Combinatorial and Gaussian Foundations of Rational Nth Root Approximations: Theorems and Conjectures
Isaac Wolford
TL;DR
This work introduces the biroot method for closed-form nth root rational approximations, deriving coefficient patterns from Pascal's triangle, Gaussian sampling, and generalized DAGs. It establishes a square-root convergence proof for the Binomial Biroot, proposes a central centering parameter $c$, and generalizes to arbitrary $n$ with computational evidence supporting convergence and conjectured invariances. A Gaussian Biroot variant leverages the Central Limit Theorem to achieve markedly faster convergence, while a DAG Biroot extends the framework to linearly constructed graphs with observed invariances. Together, these results connect combinatorial structures to practical root-approximation theory and offer a computational framework for exploring parameter spaces, error analysis, and potential hardware implementations. The work also identifies three main conjectures—Binomial Biroot, Gaussian Biroot, and DAG Biroot—as focal points for rigorous future development and theoretical grounding.
Abstract
We present an approach (the biroot method) for nth root approximation that yields closed-form rational functions with coefficients derived from binomial structures, Gaussian functions, or qualifying DAG structures. The method emerges from an analysis of Newton's method applied to root extraction, revealing that successive iterations generate coefficients following rows of Pascal's triangle in an alternating numerator-denominator pattern.

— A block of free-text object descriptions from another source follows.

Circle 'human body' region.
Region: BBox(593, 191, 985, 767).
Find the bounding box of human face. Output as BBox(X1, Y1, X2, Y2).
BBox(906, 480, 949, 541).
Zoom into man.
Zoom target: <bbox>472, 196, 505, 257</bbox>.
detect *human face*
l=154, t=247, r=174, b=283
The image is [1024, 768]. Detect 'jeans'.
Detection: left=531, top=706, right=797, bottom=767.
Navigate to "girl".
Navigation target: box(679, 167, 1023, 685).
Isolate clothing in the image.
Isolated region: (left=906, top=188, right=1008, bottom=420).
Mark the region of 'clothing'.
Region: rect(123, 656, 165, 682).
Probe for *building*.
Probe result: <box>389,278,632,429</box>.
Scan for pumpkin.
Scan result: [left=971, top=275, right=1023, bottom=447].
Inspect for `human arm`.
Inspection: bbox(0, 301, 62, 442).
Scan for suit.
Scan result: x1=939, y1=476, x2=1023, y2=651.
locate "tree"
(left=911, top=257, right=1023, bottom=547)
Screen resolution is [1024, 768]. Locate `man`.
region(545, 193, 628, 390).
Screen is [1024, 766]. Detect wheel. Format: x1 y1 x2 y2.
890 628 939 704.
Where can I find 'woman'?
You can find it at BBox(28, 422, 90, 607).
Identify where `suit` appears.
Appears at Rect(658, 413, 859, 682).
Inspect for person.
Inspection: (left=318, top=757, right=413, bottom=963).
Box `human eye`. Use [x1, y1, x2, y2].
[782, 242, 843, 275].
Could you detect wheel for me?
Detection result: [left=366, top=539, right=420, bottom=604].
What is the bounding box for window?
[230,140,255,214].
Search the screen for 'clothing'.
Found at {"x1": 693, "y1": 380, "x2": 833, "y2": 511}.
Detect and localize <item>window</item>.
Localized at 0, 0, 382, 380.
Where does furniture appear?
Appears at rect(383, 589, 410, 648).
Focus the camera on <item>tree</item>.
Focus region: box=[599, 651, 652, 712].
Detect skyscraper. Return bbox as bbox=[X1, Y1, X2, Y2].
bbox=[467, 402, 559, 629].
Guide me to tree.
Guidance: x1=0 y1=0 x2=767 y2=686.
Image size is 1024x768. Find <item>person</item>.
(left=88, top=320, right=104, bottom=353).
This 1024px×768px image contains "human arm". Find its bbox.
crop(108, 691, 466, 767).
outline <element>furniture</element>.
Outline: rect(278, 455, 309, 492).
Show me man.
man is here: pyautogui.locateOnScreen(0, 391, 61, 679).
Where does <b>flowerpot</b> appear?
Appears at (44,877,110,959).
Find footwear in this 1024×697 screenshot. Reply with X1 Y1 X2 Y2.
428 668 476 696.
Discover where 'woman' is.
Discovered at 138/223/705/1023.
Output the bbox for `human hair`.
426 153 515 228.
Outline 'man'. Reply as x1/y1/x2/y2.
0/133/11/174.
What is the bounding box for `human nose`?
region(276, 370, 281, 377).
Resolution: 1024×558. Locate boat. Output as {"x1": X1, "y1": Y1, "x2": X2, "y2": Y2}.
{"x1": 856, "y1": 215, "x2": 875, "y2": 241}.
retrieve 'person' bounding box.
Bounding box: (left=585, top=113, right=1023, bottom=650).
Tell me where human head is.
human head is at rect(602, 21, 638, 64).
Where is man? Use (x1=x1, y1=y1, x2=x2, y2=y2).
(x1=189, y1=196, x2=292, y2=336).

After further exploration of these patterns, we formulate three main conjectures: (1) the Binomial Biroot Conjecture establishing the fundamental alternating coefficient structure to approximate nth roots (for which we prove the square root case and optimal parameter conditions), (2) the Gaussian Biroot Conjecture, and (3) the General DAG Biroot Conjecture showing a structural invariance to nth root approximation using arbitrary linearly-constructed directed acyclic graphs (DAGs). Computational evidence demonstrates superior convergence properties when compared to Taylor series and Padé approximations, especially considering the more direct and less computationally intensive approach to the biroot function construction. A computational framework has been developed to support systematic exploration of the biroot method's parameter space and to enable extensive numerical and symbolic analysis. The method provides both theoretical insights and computational significance by connecting combinatorial structures to nth root rational approximation theory.